The only reason to do a carbed LT1 is a swap into an older vehicle. It would be cheaper and easier. Example LT1 in an 80's modile S-10. the truck is already set up for a carb so its easier to keep it carbed.
That is just because you are STUPID, you dumbass kids on the internet blow things way out of proportion.
Every year os so I make trips too the east coast and on several of those trips I have ended up perfectly pacing nasty storms, 15+ hours straight of driving through HEAVY rain, I mean so bad you have to follow semis because they squeege the road ahead of you. Gone through 3" of water at speed with 255/50/17 rubber pumping up walls of water so dense you can't see out the side windows and no opti problems.
That little packet of grease that comes with plug wires, use it on the wires and on the weatherpack connector too the opti and it seals perfectly. I have put over 170K miles on LT1s and never had a water problem with an opti that was any worse than a slight miss for a couple minutes and that is even rare, so if you have water problems with the opti is it operator error not the opti.
EVERY distributor will act up if water gets into it, the opti is placed where it can be more suceptible too water but is also much better sealed than other distributors. When I offroaded trucks I drowned out the HEI a few times, it is up high but no so sealed.
Every year os so I make trips too the east coast and on several of those trips I have ended up perfectly pacing nasty storms, 15+ hours straight of driving through HEAVY rain, I mean so bad you have to follow semis because they squeege the road ahead of you.

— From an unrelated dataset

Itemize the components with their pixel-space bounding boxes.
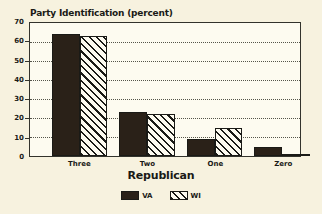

Gone through 3" of water at speed with 255/50/17 rubber pumping up walls of water so dense you can't see out the side windows and no opti problems.
That little packet of grease that comes with plug wires, use it on the wires and on the weatherpack connector too the opti and it seals perfectly. I have put over 170K miles on LT1s and never had a water problem with an opti that was any worse than a slight miss for a couple minutes and that is even rare, so if you have water problems with the opti is it operator error not the opti.
EVERY distributor will act up if water gets into it, the opti is placed where it can be more suceptible too water but is also much better sealed than other distributors. When I offroaded trucks I drowned out the HEI a few times, it is up high but no so sealed.
Every year os so I make trips too the east coast and on several of those trips I have ended up perfectly pacing nasty storms, 15+ hours straight of driving through HEAVY rain, I mean so bad you have to follow semis because they squeege the road ahead of you. Gone through 3" of water at speed with 255/50/17 rubber pumping up walls of water so dense you can't see out the side windows and no opti problems.
That little packet of grease that comes with plug wires, use it on the wires and on the weatherpack connector too the opti and it seals perfectly. I have put over 170K miles on LT1s and never had a water problem with an opti that was any worse than a slight miss for a couple minutes and that is even rare, so if you have water problems with the opti is it operator error not the opti.
EVERY distributor will act up if water gets into it, the opti is placed where it can be more suceptible too water but is also much better sealed than other distributors. When I offroaded trucks I drowned out the HEI a few times, it is up high but no so sealed.